I agree on sensing some kind of systemic collapse. It feels those with more resources are getting increasingly efficient at extracting wealth from those with fewer resources.
Every tool increases efficiency at the expense of labor, but when it was the power loom and sewing machine the unemployed seamstresses and weavers couldn't afford to buy one.
This time everyone gets a power loom, though. So... what happens to the value of woven goods? And if we apply this to all modern knowledge work, what happens to the overall economy?
I'd argue that the cost of today's "loom" is less affordable than ever before. Billions of dollars to build a new frontier model from scratch. We're just taking turns playing on someone else's loom.
I get the same feeling when thinking about fast food restaurants turning a profit and then usually there is some element I don’t understand like McDonalds land investment play that justifies weaker operational margins. It’s probably going to work out fine but we are too far removed to intuitively get why.
Sleep is one of the only things I’ve found can actually improve the tinnitus I’ve had for almost 3 years. Every other tactic I have is essentially avoiding making it worse.
Parent comment is right. I’ve used Lorazepam to treat tinnitus. It’s not worth it. In the long run it raises your base anxiety level. Currently I’m experimenting with Tizanidine.
It might not be worth it to you, it might be worth it to someone else.
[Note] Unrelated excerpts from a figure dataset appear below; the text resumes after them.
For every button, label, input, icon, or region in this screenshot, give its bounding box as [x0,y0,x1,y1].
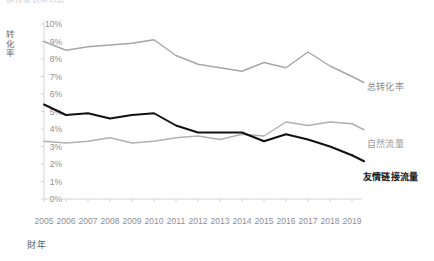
series-label-organic: 自然流量 [367,137,404,150]
conversion-rate-line-chart: 转化率趋势分析 转化率 10%9%8%7%6%5%4%3%2%1%0% 2005… [0,0,434,261]
series-label-total: 总转化率 [367,80,404,93]
x-axis-title: 財年 [27,238,47,251]
plot-area [0,0,434,261]
series-leader-referral [352,155,364,161]
series-label-referral: 友情链接流量 [363,170,418,183]
series-leader-total [352,77,364,83]
series-line-total [44,40,352,77]
series-leader-organic [352,124,364,130]
series-line-referral [44,105,352,156]
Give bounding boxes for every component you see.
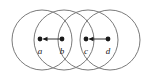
node-dot-a	[38, 37, 43, 42]
arrow-b-to-a	[43, 37, 63, 41]
node-dot-b	[60, 37, 65, 42]
node-dot-d	[106, 37, 111, 42]
figure-container: a b c d	[0, 0, 154, 82]
overlapping-circles-diagram: a b c d	[0, 0, 154, 82]
node-label-d: d	[106, 46, 111, 56]
node-label-a: a	[38, 46, 43, 56]
arrow-d-to-c-head	[89, 37, 94, 41]
node-dot-c	[84, 37, 89, 42]
arrow-b-to-a-head	[43, 37, 48, 41]
node-label-c: c	[84, 46, 88, 56]
node-label-b: b	[60, 46, 65, 56]
arrow-d-to-c	[89, 37, 109, 41]
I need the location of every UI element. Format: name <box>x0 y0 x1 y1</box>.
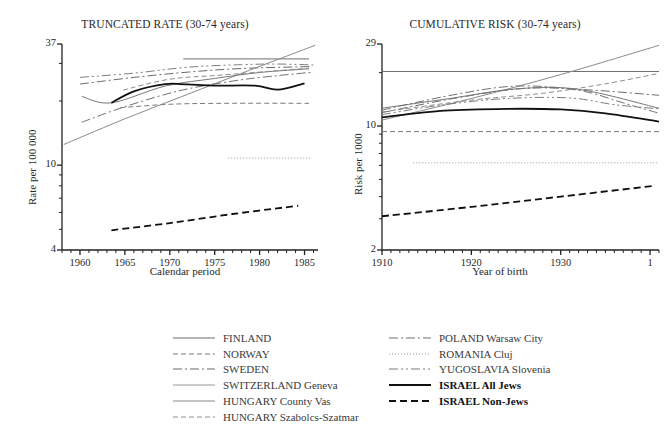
x-tick-label: 1910 <box>362 257 402 268</box>
chart-panel-cumulative-risk: CUMULATIVE RISK (30-74 years) Risk per 1… <box>330 0 660 300</box>
legend-item-label: HUNGARY County Vas <box>223 395 331 407</box>
x-tick-label: 1930 <box>541 257 581 268</box>
x-axis-label: Year of birth <box>370 265 630 277</box>
legend-column-left: FINLANDNORWAYSWEDENSWITZERLAND GenevaHUN… <box>172 330 359 425</box>
series-line <box>111 206 298 231</box>
legend-line-swatch <box>172 411 216 423</box>
legend-item-label: ROMANIA Cluj <box>439 348 513 360</box>
y-axis-label: Risk per 1000 <box>352 133 364 195</box>
legend-item[interactable]: SWITZERLAND Geneva <box>172 377 359 393</box>
panel-title: CUMULATIVE RISK (30-74 years) <box>330 18 660 30</box>
series-line <box>64 45 316 144</box>
legend-line-swatch <box>388 379 432 391</box>
legend-item-label: ISRAEL All Jews <box>439 379 521 391</box>
legend-line-swatch <box>388 348 432 360</box>
legend-item-label: NORWAY <box>223 348 270 360</box>
x-tick-label: 1965 <box>105 257 145 268</box>
y-tick-label: 37 <box>26 37 56 48</box>
x-tick-label: 1980 <box>240 257 280 268</box>
y-tick-label: 10 <box>346 119 376 130</box>
x-tick-label: 1975 <box>195 257 235 268</box>
legend-line-swatch <box>172 348 216 360</box>
legend-item[interactable]: HUNGARY Szabolcs-Szatmar <box>172 409 359 425</box>
legend-item[interactable]: NORWAY <box>172 346 359 362</box>
legend-line-swatch <box>388 363 432 375</box>
plot-area <box>330 0 660 300</box>
series-line <box>382 73 659 112</box>
panel-title: TRUNCATED RATE (30-74 years) <box>0 18 330 30</box>
legend-item-label: ISRAEL Non-Jews <box>439 395 528 407</box>
legend-item-label: POLAND Warsaw City <box>439 332 543 344</box>
x-tick-label: 1 <box>630 257 664 268</box>
x-tick-label: 1970 <box>150 257 190 268</box>
x-tick-label: 1985 <box>285 257 325 268</box>
x-tick-label: 1920 <box>451 257 491 268</box>
legend-item[interactable]: FINLAND <box>172 330 359 346</box>
legend-item-label: FINLAND <box>223 332 271 344</box>
legend-line-swatch <box>172 363 216 375</box>
legend-item-label: SWITZERLAND Geneva <box>223 379 338 391</box>
series-line <box>120 103 309 107</box>
series-line <box>111 83 304 103</box>
legend-item-label: SWEDEN <box>223 363 269 375</box>
legend-column-right: POLAND Warsaw CityROMANIA ClujYUGOSLAVIA… <box>388 330 550 409</box>
y-tick-label: 2 <box>346 243 376 254</box>
legend-item[interactable]: HUNGARY County Vas <box>172 393 359 409</box>
legend-item[interactable]: ROMANIA Cluj <box>388 346 550 362</box>
legend-line-swatch <box>388 395 432 407</box>
y-tick-label: 10 <box>26 158 56 169</box>
legend-item-label: HUNGARY Szabolcs-Szatmar <box>223 411 359 423</box>
chart-legend: FINLANDNORWAYSWEDENSWITZERLAND GenevaHUN… <box>0 330 659 435</box>
legend-line-swatch <box>172 379 216 391</box>
chart-panel-truncated-rate: TRUNCATED RATE (30-74 years) Rate per 10… <box>0 0 330 300</box>
chart-panels: TRUNCATED RATE (30-74 years) Rate per 10… <box>0 0 659 300</box>
legend-item-label: YUGOSLAVIA Slovenia <box>439 363 550 375</box>
y-tick-label: 29 <box>346 37 376 48</box>
legend-item[interactable]: YUGOSLAVIA Slovenia <box>388 362 550 378</box>
x-tick-label: 1960 <box>60 257 100 268</box>
series-line <box>80 67 312 85</box>
legend-line-swatch <box>388 332 432 344</box>
legend-item[interactable]: ISRAEL All Jews <box>388 377 550 393</box>
legend-item[interactable]: ISRAEL Non-Jews <box>388 393 550 409</box>
series-line <box>82 69 309 103</box>
legend-line-swatch <box>172 332 216 344</box>
y-tick-label: 4 <box>26 243 56 254</box>
legend-item[interactable]: POLAND Warsaw City <box>388 330 550 346</box>
legend-item[interactable]: SWEDEN <box>172 362 359 378</box>
series-line <box>382 186 655 216</box>
legend-line-swatch <box>172 395 216 407</box>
I would still like to hear about this substitute that is both effective and can be used "all the time".
Tizanidine causes "dependence", too, by the way.
Funny you mention Tizanidine, because that is what I want to try as well for my MS-related muscle spasticity.
Alprazolam works, but I have been using it for years and it would be great to finally get off of them. It does not last long either, and longer acting benzos don't work for me for some reason. I tried diazepam, which was supposed to be just perfect, but it did not work at all. :(
In any case, hoping tizanidine will work for me, we will see.
Let me know if tizanidine works for your tinnitus though, my mom has been "suffering" from it for a long time now.
Rationally, you're correct. But emotionally, there's a lot of people who don't understand why someone would provide a free service without an ulterior motive. Gates talks about this a bit on the Trevor Noah podcast.
Anecdotally, this strongly mirrors my personal experience with long covid symptoms. I’m relatively young (32) but have noticed I don’t recover well in result to neurological injuries: loud noises which didn’t damage my hearing but left me with tinnitus, and a very mild concussion which has now taken the greater part of a year to stop feeling dizzy from.
What's neat is that this is a differential equation. If you kill 5% of instances each hour, the reduction in bad instances is proportional to the current number of instances.
Love it! I wonder if the team knew this explicitly or intuitively when they deployed the strategy.
> We created a rule in our central monitoring and alerting system to randomly kill a few instances every 15 minutes. Every killed instance would be replaced with a healthy, fresh one.
It doesn't look like they worked out the numbers ahead of the time.
With Bitcoin I feel like it’s different, since the hashing algorithm would only ever change during a fork. This is rare in that it only ever happens every few years.
With AI, we’re constantly training different models, which can’t be trained using asics. If we ever get to the point where we no longer need to train new models, then yeah, it will go the way of bitcoin.
> With Bitcoin I feel like it’s different, since the hashing algorithm would only ever change during a fork. This is rare in that it only ever happens every few years.
Wait what!? Did the Bitcoin hashing algorithm ever change?